The impact of the Islamic headscarf (hijab) on employment opportunities in Western contexts has been explored in a number of studies, but there is limited information on the topic as it applies to Islamic mainstream contexts. The current study explores the impact of the hijab on perceptions of employability among South Asian Muslim women in the United States (US) and the United Arab Emirates (UAE). Perceptions of women that wear hijab (hijabis) and women that do not wear hijab (non-hijabis) were analyzed. Both hijabis and non-hijabis perceived that wearing hijab in the US lowered the chances of applicants receiving a job offer. In the UAE, however, the results were mixed with non-hijabis perceiving that hijab has a negative effect on employability and hijabis perceiving the opposite effect. Implications of the results are discussed.
Creativity training has been generally based on avoiding critique during idea generation, although benefits of argumentation have been shown during idea selection and elaboration. The research reported here aims to understand how argumentative interactions involving role-play, with subsequent group reflection on them, contribute to collaborative creative design projects. The study was carried within a specialised Masters course at the Royal College of Art (London), organised jointly with Imperial College London, and focuses on analysing group reflection sessions of two groups of students whose on-going project was initially defined as “communication by touch”. Results showed that although students reported difficulties in playing argumentative roles that were not aligned with their personal views, their debates enabled them to arrive at “Eureka!” moments with respect to better grounded and precise definitions of their project concepts. We highlight the complex ways in which emotions circulate with respect to “Eureka!” moments, role-play and grounding. Given differences in ways that groups played out their assigned argumentative roles, we conclude that role play debate and group reflection on it need to be applied and considered as a whole in creative design training.
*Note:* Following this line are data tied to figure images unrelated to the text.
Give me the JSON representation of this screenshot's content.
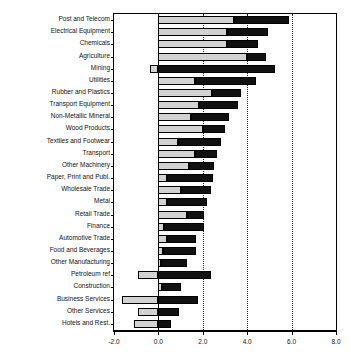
{
  "chart_data": {
    "type": "bar",
    "orientation": "horizontal",
    "stacked": true,
    "title": "",
    "subtitle": "",
    "xlabel": "",
    "ylabel": "",
    "xlim": [
      -2.0,
      8.0
    ],
    "xticks": [
      -2.0,
      0.0,
      2.0,
      4.0,
      6.0,
      8.0
    ],
    "xticklabels": [
      "-2.0",
      "0.0",
      "2.0",
      "4.0",
      "6.0",
      "8.0"
    ],
    "grid": "vertical dotted gridlines at 2.0, 4.0, 6.0",
    "legend": "none",
    "categories": [
      "Post and Telecom",
      "Electrical Equipment",
      "Chemicals",
      "Agriculture",
      "Mining",
      "Utilities",
      "Rubber and Plastics",
      "Transport Equipment",
      "Non-Metallic Mineral",
      "Wood Products",
      "Textiles and Footwear",
      "Transport",
      "Other Machinery",
      "Paper, Print and Publ.",
      "Wholesale Trade",
      "Metal",
      "Retail Trade",
      "Finance",
      "Automotive Trade",
      "Food and Beverages",
      "Other Manufacturing",
      "Petroleum ref",
      "Construction",
      "Business Services",
      "Other Services",
      "Hotels and Rest."
    ],
    "series": [
      {
        "name": "light-segment",
        "color": "#d2d2d2",
        "values": [
          3.4,
          3.1,
          3.1,
          4.0,
          -0.4,
          1.65,
          2.4,
          1.85,
          1.45,
          2.0,
          0.9,
          1.65,
          1.4,
          0.4,
          1.0,
          0.4,
          1.3,
          0.25,
          0.4,
          0.2,
          0.1,
          -0.9,
          0.15,
          -1.65,
          -0.9,
          -1.1
        ]
      },
      {
        "name": "dark-segment",
        "color": "#111111",
        "values": [
          2.5,
          1.85,
          1.4,
          0.85,
          5.25,
          2.75,
          1.3,
          1.75,
          1.75,
          1.0,
          1.9,
          1.0,
          1.1,
          2.05,
          1.35,
          1.8,
          0.75,
          1.8,
          1.3,
          1.5,
          1.2,
          2.35,
          0.85,
          1.8,
          0.95,
          0.55
        ]
      }
    ],
    "totals": [
      5.9,
      4.95,
      4.5,
      4.85,
      4.85,
      4.4,
      3.7,
      3.6,
      3.2,
      3.0,
      2.8,
      2.65,
      2.5,
      2.45,
      2.35,
      2.2,
      2.05,
      2.05,
      1.7,
      1.7,
      1.3,
      2.35,
      1.0,
      1.8,
      0.95,
      0.55
    ]
  }
}
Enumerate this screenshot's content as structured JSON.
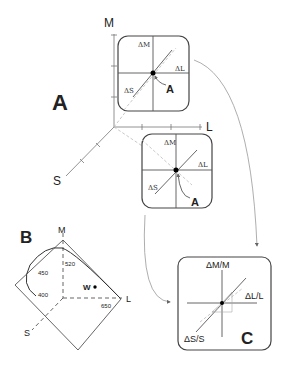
{
  "panels": {
    "A": {
      "label": "A",
      "axes": {
        "m": "M",
        "l": "L",
        "s": "S"
      },
      "inset_top": {
        "dm": "ΔM",
        "dl": "ΔL",
        "ds": "ΔS",
        "point": "A"
      },
      "inset_bottom": {
        "dm": "ΔM",
        "dl": "ΔL",
        "ds": "ΔS",
        "point": "A"
      }
    },
    "B": {
      "label": "B",
      "axes": {
        "m": "M",
        "l": "L",
        "s": "S"
      },
      "wavelengths": [
        "400",
        "450",
        "520",
        "650"
      ],
      "white_point": "W"
    },
    "C": {
      "label": "C",
      "dm": "ΔM/M",
      "dl": "ΔL/L",
      "ds": "ΔS/S"
    }
  },
  "colors": {
    "line": "#333333",
    "light_line": "#888888",
    "dashed": "#aaaaaa"
  }
}
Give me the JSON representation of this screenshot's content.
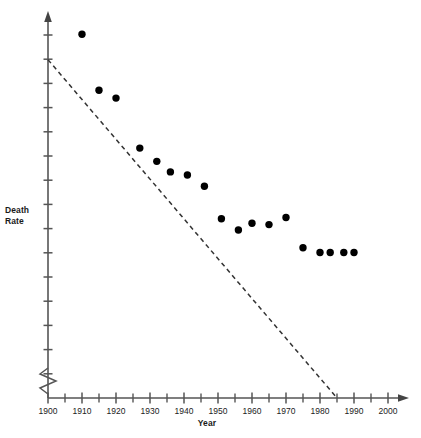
{
  "chart_data": {
    "type": "scatter",
    "title": "",
    "xlabel": "Year",
    "ylabel": "Death\nRate",
    "ylabel_lines": [
      "Death",
      "Rate"
    ],
    "xlim": [
      1900,
      2000
    ],
    "ylim": [
      0,
      11
    ],
    "grid": false,
    "legend": null,
    "x_tick_labels": [
      "1900",
      "1910",
      "1920",
      "1930",
      "1940",
      "1950",
      "1960",
      "1970",
      "1980",
      "1990",
      "2000"
    ],
    "x_tick_values": [
      1900,
      1910,
      1920,
      1930,
      1940,
      1950,
      1960,
      1970,
      1980,
      1990,
      2000
    ],
    "x_minor_tick_values": [
      1905,
      1915,
      1925,
      1935,
      1945,
      1955,
      1965,
      1975,
      1985,
      1995
    ],
    "y_tick_labels": [],
    "y_axis_note": "unlabeled evenly spaced tick marks, arrow head at top, zigzag scale-break symbol just above the x-axis",
    "y_axis_broken": true,
    "x": [
      1910,
      1915,
      1920,
      1927,
      1932,
      1936,
      1941,
      1946,
      1951,
      1956,
      1960,
      1965,
      1970,
      1975,
      1980,
      1983,
      1987,
      1990
    ],
    "y": [
      10.7,
      9.05,
      8.82,
      7.35,
      6.96,
      6.65,
      6.56,
      6.23,
      5.27,
      4.94,
      5.14,
      5.1,
      5.31,
      4.42,
      4.28,
      4.28,
      4.28,
      4.28
    ],
    "values": [
      10.7,
      9.05,
      8.82,
      7.35,
      6.96,
      6.65,
      6.56,
      6.23,
      5.27,
      4.94,
      5.14,
      5.1,
      5.31,
      4.42,
      4.28,
      4.28,
      4.28,
      4.28
    ],
    "series": [
      {
        "name": "Death Rate",
        "marker": "filled-circle",
        "color": "#000000",
        "points": [
          {
            "x": 1910,
            "y": 10.7
          },
          {
            "x": 1915,
            "y": 9.05
          },
          {
            "x": 1920,
            "y": 8.82
          },
          {
            "x": 1927,
            "y": 7.35
          },
          {
            "x": 1932,
            "y": 6.96
          },
          {
            "x": 1936,
            "y": 6.65
          },
          {
            "x": 1941,
            "y": 6.56
          },
          {
            "x": 1946,
            "y": 6.23
          },
          {
            "x": 1951,
            "y": 5.27
          },
          {
            "x": 1956,
            "y": 4.94
          },
          {
            "x": 1960,
            "y": 5.14
          },
          {
            "x": 1965,
            "y": 5.1
          },
          {
            "x": 1970,
            "y": 5.31
          },
          {
            "x": 1975,
            "y": 4.42
          },
          {
            "x": 1980,
            "y": 4.28
          },
          {
            "x": 1983,
            "y": 4.28
          },
          {
            "x": 1987,
            "y": 4.28
          },
          {
            "x": 1990,
            "y": 4.28
          }
        ]
      }
    ],
    "trend_line": {
      "style": "dashed",
      "color": "#333333",
      "start": {
        "x": 1900,
        "y": 9.95
      },
      "end": {
        "x": 1985,
        "y": 0.0
      }
    },
    "colors": {
      "marker": "#000000",
      "axis": "#555555",
      "trend": "#333333",
      "text": "#1a1a1a",
      "background": "#ffffff"
    }
  }
}
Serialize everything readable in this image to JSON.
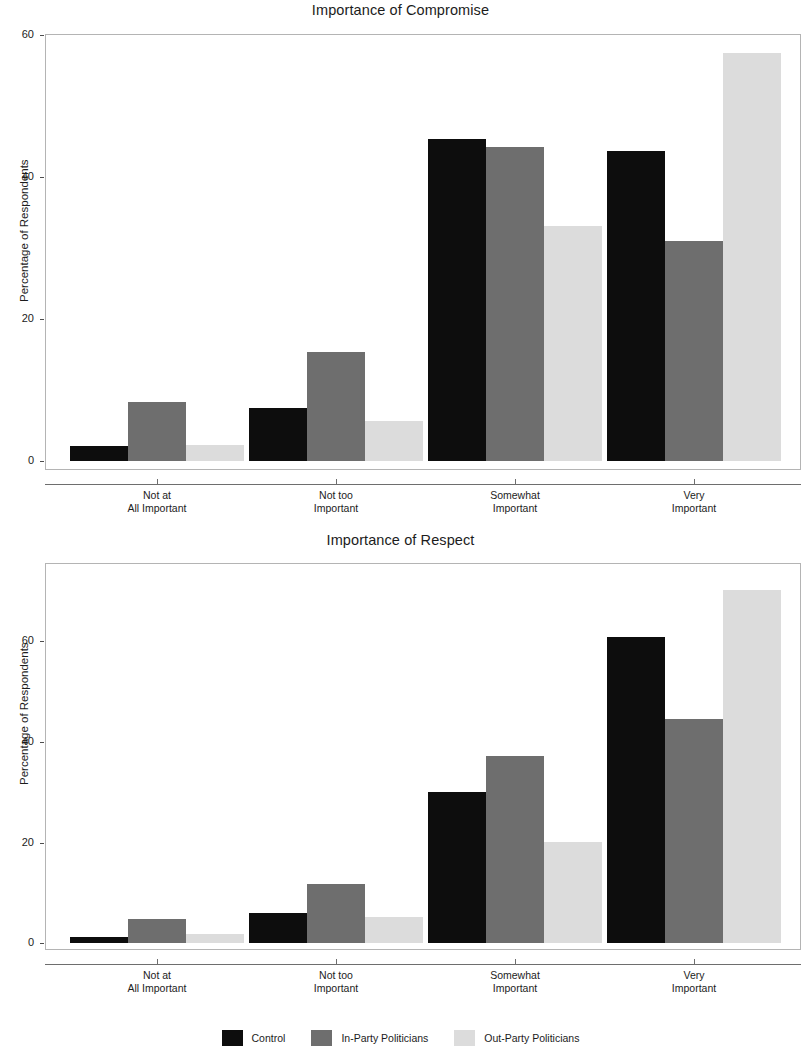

Design and science collaborations are becoming increasingly common. Yet we have little understanding of how both designers and scientists identify what makes a good collaborative project brief, a phase we call treasure hunting. We conducted two studies with 18 designers and 10 scientists to better understand this mechanism: how do designers generate ideas from laboratories and how scientists perceive these ideas? We found that designers' strategies rely on identifying the uniqueness of the laboratory's research and their long-term vision. We also identified four strategies to ideate from the laboratories' research: finding new application domains, bringing the research to the hands of the end-user, styling and finding new research directions. In the second study, we presented the resulting ideas back to professors and results suggest that initial designers' ideas-sacrificial ideas-can be a powerful tool to support scientists reframing process.